Security forces shot dead at least 26 protesters who had gathered in the streets of Kinshasa and other cities of Democratic Republic of Congo on Tuesday to demand that President Joseph Kabila step down after his mandate expired overnight.
Scattered protests started on Tuesday, and opposition leader Etienne Tshisekedi called on the Congolese people to peacefully resist Kabila, who has remained in power beyond his constitutional mandate with no election to pick a successor.
Human Rights Watch researcher Ida Sawyer said on Twitter that at least 26 people were killed by security forces.
The government spokesman could not be reached for comment and a police spokesman had no information on deaths.
Gunfire crackled in several districts of the capital, Kinshasa, a city of 12 million, as measures to thwart dissent raised fears of bloody repression.
With a ban on demonstrations in force and a heavy military presence, Kinshasa’s normally busy main boulevards were mostly deserted as pockets of youths gathered in side streets only to be dispersed by volleys of teargas.
By sunset, the city was calm, although littered with debris from earlier rioting. Youths played football in the streets.
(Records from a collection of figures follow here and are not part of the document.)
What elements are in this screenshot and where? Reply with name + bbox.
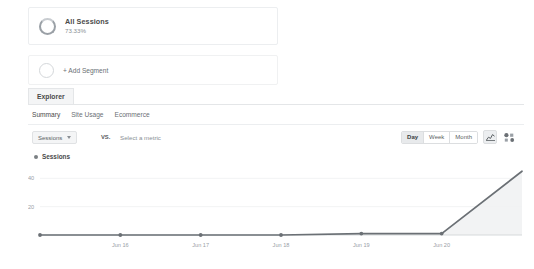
right-controls: Day Week Month bbox=[401, 130, 516, 144]
secondary-metric-selector[interactable]: Select a metric bbox=[120, 134, 161, 141]
data-point-2 bbox=[199, 233, 203, 237]
chart-controls: Sessions VS. Select a metric Day Week Mo… bbox=[28, 125, 524, 151]
subtab-summary[interactable]: Summary bbox=[32, 111, 60, 118]
granularity-month-label: Month bbox=[455, 134, 472, 140]
sessions-line-chart[interactable]: 2040Jun 16Jun 17Jun 18Jun 19Jun 20 bbox=[28, 161, 524, 253]
subtab-summary-label: Summary bbox=[32, 111, 60, 118]
chart-line-sessions bbox=[40, 171, 522, 235]
subtab-ecommerce-label: Ecommerce bbox=[114, 111, 149, 118]
x-tick-label-2: Jun 18 bbox=[273, 242, 290, 248]
segment-card-inner: All Sessions 73.33% bbox=[29, 8, 277, 44]
y-tick-label-1: 40 bbox=[28, 175, 34, 181]
data-point-5 bbox=[440, 232, 444, 236]
granularity-day-button[interactable]: Day bbox=[402, 132, 424, 143]
chart-canvas: 2040Jun 16Jun 17Jun 18Jun 19Jun 20 bbox=[28, 161, 524, 253]
segment-percent: 73.33% bbox=[65, 27, 109, 35]
granularity-month-button[interactable]: Month bbox=[450, 132, 477, 143]
donut-icon bbox=[39, 18, 56, 35]
add-segment-label: + Add Segment bbox=[63, 67, 108, 74]
data-point-0 bbox=[38, 233, 42, 237]
empty-circle-icon bbox=[39, 63, 54, 78]
granularity-button-group: Day Week Month bbox=[401, 131, 478, 144]
tab-row: Explorer bbox=[28, 88, 524, 105]
legend-series-label: Sessions bbox=[42, 153, 70, 160]
subtab-site-usage-label: Site Usage bbox=[71, 111, 103, 118]
vs-label: VS. bbox=[101, 134, 110, 140]
granularity-week-button[interactable]: Week bbox=[424, 132, 450, 143]
y-tick-label-0: 20 bbox=[28, 204, 34, 210]
tab-explorer[interactable]: Explorer bbox=[28, 88, 74, 104]
granularity-week-label: Week bbox=[429, 134, 444, 140]
data-point-3 bbox=[279, 233, 283, 237]
tab-explorer-label: Explorer bbox=[37, 93, 65, 100]
line-chart-icon[interactable] bbox=[483, 130, 497, 144]
segment-text: All Sessions 73.33% bbox=[65, 17, 109, 35]
data-point-4 bbox=[359, 232, 363, 236]
primary-metric-dropdown[interactable]: Sessions bbox=[32, 131, 77, 144]
subtab-site-usage[interactable]: Site Usage bbox=[71, 111, 103, 118]
chart-area-fill bbox=[40, 171, 522, 235]
explorer-panel: Explorer Summary Site Usage Ecommerce Se… bbox=[28, 88, 524, 267]
legend-dot-icon bbox=[34, 155, 38, 159]
chevron-down-icon bbox=[67, 136, 71, 139]
secondary-metric-label: Select a metric bbox=[120, 134, 161, 141]
add-segment-button[interactable]: + Add Segment bbox=[28, 55, 278, 85]
subtab-row: Summary Site Usage Ecommerce bbox=[28, 105, 524, 124]
primary-metric-label: Sessions bbox=[38, 135, 62, 141]
chart-legend: Sessions bbox=[34, 153, 524, 160]
x-tick-label-0: Jun 16 bbox=[112, 242, 129, 248]
subtab-ecommerce[interactable]: Ecommerce bbox=[114, 111, 149, 118]
segment-name: All Sessions bbox=[65, 17, 109, 26]
add-segment-inner: + Add Segment bbox=[29, 56, 277, 84]
x-tick-label-3: Jun 19 bbox=[353, 242, 370, 248]
data-point-1 bbox=[118, 233, 122, 237]
x-tick-label-4: Jun 20 bbox=[433, 242, 450, 248]
granularity-day-label: Day bbox=[407, 134, 418, 140]
x-tick-label-1: Jun 17 bbox=[192, 242, 209, 248]
analytics-audience-overview: All Sessions 73.33% + Add Segment Explor… bbox=[0, 0, 534, 269]
motion-chart-icon[interactable] bbox=[502, 130, 516, 144]
segment-card-all-sessions[interactable]: All Sessions 73.33% bbox=[28, 7, 278, 45]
Scores of people were arrested, especially in the eastern city of Goma, rights groups said. Reuters witnesses saw more than a dozen young men who had been arrested seated in the back of a military truck near the university.
“I’m gravely concerned by the arrests of those who seek to express their political views,” the head of the U.N. mission, Maman Sidikou, said in a statement, adding that U.N. staff had not been able to consistently gain access to jails to gather information on how many people had been arrested.
He called on Congo to end “politically motivated detentions”.
U.N. peacekeepers in armored personnel carriers patrolled the streets, at one point cheered on by a crowd shouting: “Kabila, know that your mandate is finished!”